There are some days when I drive in to work and I think: What if I just keep driving? What if I don’t make that left-hand turn into the library parking lot and I just keep going?
I’m a creature of habit and I thrive on my routine. But what if I did keep driving? What if I changed my life by making the decision to drive a few more miles to an unfamiliar place? I’m a slave to my own predictability but I crave something, some event, some place, that will light up my life like the Fourth of July. Or even a 75 watt light bulb in a dim basement.
Harold Fry, the main character in The Unlikely Pilgrimage of Harold Fry, is also a man of routine. He worked for over forty years in a brewery and has recently retired. He and his wife of 47 years sleep in separate rooms and barely have anything to say to one another. He has a son named David who he doesn’t speak to. He spends much of his retirement wondering where he went wrong with his son and wife and what he could have done to change the past.
20 years ago he became close to a co-worker named Queenie Hennessy. They weren’t romantically involved but they formed a special bond. She was fired and he hasn’t seen her since. One day he gets a letter from her. She’s dying in a hospice and doesn’t have much time left. Harold writes a letter to her and walks to the mailbox a block away from his house to mail it. He passes it and decides to walk on to the next mailbox.
This simple chain of events sets into motion Harold’s journey. He decides to walk a little further. And then a little further. And further. Eventually he decides he’s going to walk the 600 miles to where Queenie lays dying. All he has are the clothes he’s wearing and his wallet. His first stop is at convenience store where the young woman behind the counter tells him her aunt had cancer. The clerk decided that her aunt wasn’t going to die because she had enough faith to keep her aunt alive. Harold believes that by walking the hundreds of miles Queenie will stay alive, waiting for him.
In the beginning he stays at cheap hotels, dining with the other guests who all start confiding things to him, things you wouldn’t even tell your priest during confession. He hears stories of disappointment and joy, tragedy, triumph, love, and hate:
And what no one else knew was the appalling weight of the thing they were carrying inside. The inhuman effort it took sometimes to be normal, and a part of things that appeared both easy and everyday. The loneliness of that.
Amen to that.
Soon, his journey becomes news and television stations run his story. People begin to walk alongside him. Many of Harold’s fellow walkers drop away, however, and he begins to deteriorate rapidly. He sleeps outside under the stars. He grows a beard and confuses the present day with the past. He obsesses over being a bad father to his son David and thinks about giving up, quitting the walk and having his wife come and get him. But he doesn’t give up, especially when he hears he’s only ten miles away from the hospice.
Needless to say, the Queenie he finds is not the same Queenie he knew twenty years ago. Then again, if I ran into a friend I hadn’t seen in twenty years we’d probably both agree we weren’t the same people anymore. And then we’d say in what’s supposed to be an inside voice but somehow comes out in loud gleeful disgust: “She got fat!”
At times touching, hilarious and downright heartbreaking, The Unlikely Pilgrimage of Harold Fry will suck you in and leave you asking yourself these questions: to what lengths would I go to in order to change my life and how long will I let the past haunt me?
I’m still being haunted by the things I’ve done in the past and so far the only length I’ve gone to to change my life is to cut out all dairy from my diet. It’s a start. Baby steps, baby steps.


- Problem to work on -
Only one span of the listing below is wanted: the lines from the one with "Task: Click on the p: Kitchen" through the one with "The height and width of the screenshot is (400, 799).", reproduced exactly, both ends kept.

- Input data -
= Beginning of Section =

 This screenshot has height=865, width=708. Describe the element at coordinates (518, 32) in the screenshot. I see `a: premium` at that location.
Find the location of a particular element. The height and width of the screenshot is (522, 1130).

= End of Section =
= Beginning of Section =

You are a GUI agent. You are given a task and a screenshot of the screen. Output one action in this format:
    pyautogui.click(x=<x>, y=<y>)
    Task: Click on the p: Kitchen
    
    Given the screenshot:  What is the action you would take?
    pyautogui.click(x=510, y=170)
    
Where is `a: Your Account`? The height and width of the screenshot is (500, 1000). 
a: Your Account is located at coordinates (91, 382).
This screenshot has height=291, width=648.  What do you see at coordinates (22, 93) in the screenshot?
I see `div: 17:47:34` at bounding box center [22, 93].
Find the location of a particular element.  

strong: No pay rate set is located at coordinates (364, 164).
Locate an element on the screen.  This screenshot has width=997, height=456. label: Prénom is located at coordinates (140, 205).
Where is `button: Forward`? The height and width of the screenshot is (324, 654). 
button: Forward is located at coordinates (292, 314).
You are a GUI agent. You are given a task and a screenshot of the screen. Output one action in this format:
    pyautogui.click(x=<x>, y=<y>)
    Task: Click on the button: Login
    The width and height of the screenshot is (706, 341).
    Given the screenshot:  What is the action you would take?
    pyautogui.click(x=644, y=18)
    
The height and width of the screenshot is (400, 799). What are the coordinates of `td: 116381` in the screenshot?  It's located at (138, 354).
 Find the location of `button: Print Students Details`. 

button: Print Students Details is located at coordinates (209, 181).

= End of Section =
= Beginning of Section =

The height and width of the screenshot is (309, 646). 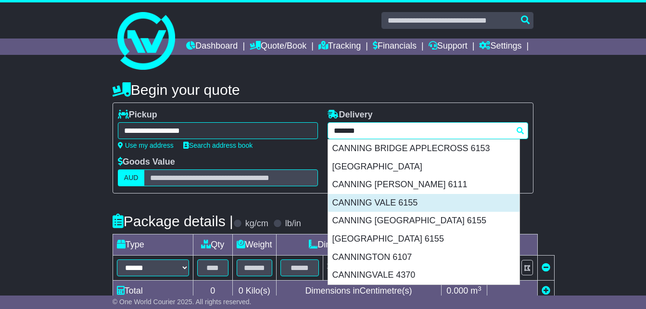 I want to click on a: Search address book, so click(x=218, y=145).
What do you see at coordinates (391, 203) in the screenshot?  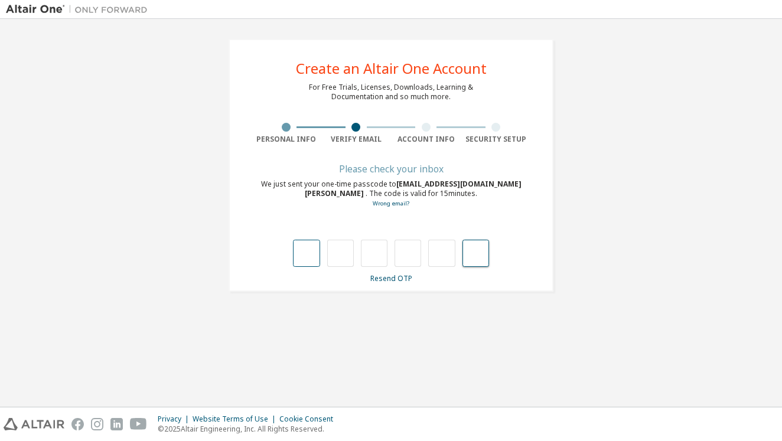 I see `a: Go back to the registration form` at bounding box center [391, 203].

= End of Section =

- Finished task -
    Task: Click on the p: Kitchen
    
    Given the screenshot:  What is the action you would take?
    pyautogui.click(x=510, y=170)
    
Where is `a: Your Account`? The height and width of the screenshot is (500, 1000). 
a: Your Account is located at coordinates (91, 382).
This screenshot has height=291, width=648.  What do you see at coordinates (22, 93) in the screenshot?
I see `div: 17:47:34` at bounding box center [22, 93].
Find the location of a particular element.  

strong: No pay rate set is located at coordinates (364, 164).
Locate an element on the screen.  This screenshot has width=997, height=456. label: Prénom is located at coordinates (140, 205).
Where is `button: Forward`? The height and width of the screenshot is (324, 654). 
button: Forward is located at coordinates (292, 314).
You are a GUI agent. You are given a task and a screenshot of the screen. Output one action in this format:
    pyautogui.click(x=<x>, y=<y>)
    Task: Click on the button: Login
    The width and height of the screenshot is (706, 341).
    Given the screenshot:  What is the action you would take?
    pyautogui.click(x=644, y=18)
    
The height and width of the screenshot is (400, 799). What are the coordinates of `td: 116381` in the screenshot?  It's located at (138, 354).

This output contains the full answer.